Requirements...
Requirements are capabilities and objectives to which any product or service must conform and are common to all development and other engineering activities. Requirements management is the process of eliciting, documenting, organising, and tracking requirements and communicating this information across the various stakeholders and the project team. It ensures that iterative refinements and unanticipated changes are dealt with during the project life-cycle, with a view towards the overall quality of the resultant service or product. |
Requirement Management
What is it?
Requirements management involves understanding the relationship between goals, functions and constraints in terms of the specification of products, including systems behaviour, and service definition.
The goals provide the motivation for programmes and projects and represent the 'why' and to a certain extent the 'what' in development terms. The specification provides the basis for analysing requirements, validating that they are indeed what stakeholders want, defining what needs to be delivered, and verifying the resultant developed product or service.
Requirements management aims to establish a common understanding between the stakeholders and the project team(s) that will be addressing the requirements at an early stage in the project life-cycle and maintain control by establishing suitable base-lines for both development and management use.
Why it is important?
A general survey of some 300 projects across car manufacturing, telecoms and aerospace industries indicated that the main cause of failures were management and requirements issues. Five of the top eight issues were related to poor handling of requirements.
For software projects, according to the Standish Group, 31% of software projects are cancelled before the product is delivered to the customers, while 53% cost 189% or more of their original budgets. 40-60% of the software defects and failures being attributed to poor requirements, thus reflecting extent of the problem and the need to identify, communicate and manage IS project requirements.

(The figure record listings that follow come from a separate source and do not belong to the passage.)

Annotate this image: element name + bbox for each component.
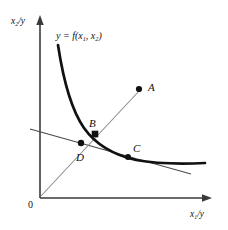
origin-label: 0 xyxy=(28,200,33,210)
expansion-ray-line xyxy=(41,90,140,196)
point-marker-D xyxy=(78,140,84,146)
x-axis xyxy=(40,194,212,201)
y-axis xyxy=(36,15,43,198)
curve-label-mid: , x xyxy=(86,30,95,41)
diagram-svg xyxy=(0,0,228,230)
curve-label-suffix: ) xyxy=(98,30,101,41)
figure-canvas: x2/y x1/y 0 y = f(x1, x2) A B C D xyxy=(0,0,228,230)
point-marker-B xyxy=(92,131,99,138)
curve-function-label: y = f(x1, x2) xyxy=(56,31,102,42)
x-axis-label: x1/y xyxy=(190,210,204,221)
y-axis-label-tail: /y xyxy=(18,16,25,26)
curve-label-prefix: y = f(x xyxy=(56,30,83,41)
y-axis-label: x2/y xyxy=(11,17,25,28)
point-label-A: A xyxy=(148,82,155,93)
point-label-C: C xyxy=(133,143,140,154)
x-axis-label-tail: /y xyxy=(197,209,204,219)
point-label-B: B xyxy=(89,118,96,129)
point-marker-A xyxy=(136,86,142,92)
point-marker-C xyxy=(125,154,131,160)
point-label-D: D xyxy=(76,152,84,163)
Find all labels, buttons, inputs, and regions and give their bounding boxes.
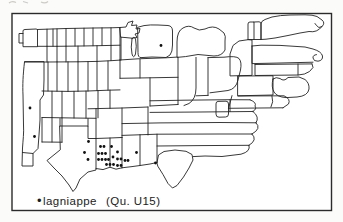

A project that fulfils its requirements is by definition a success. Requirements management ensures that suitable models of the service product are produced early in the life-cycle in order to provide fresh insights and to improve the conceptualisation of the end product or service.
Requirements management starts with the definition of requirements and continues through the project, culminating in the verification of the end product against the specified requirements.
Requirements management has a strong association with quality management in ascertaining what the customer wants (quality) and evaluating the solution in terms of whether it meets these requirements efficiently (conformance).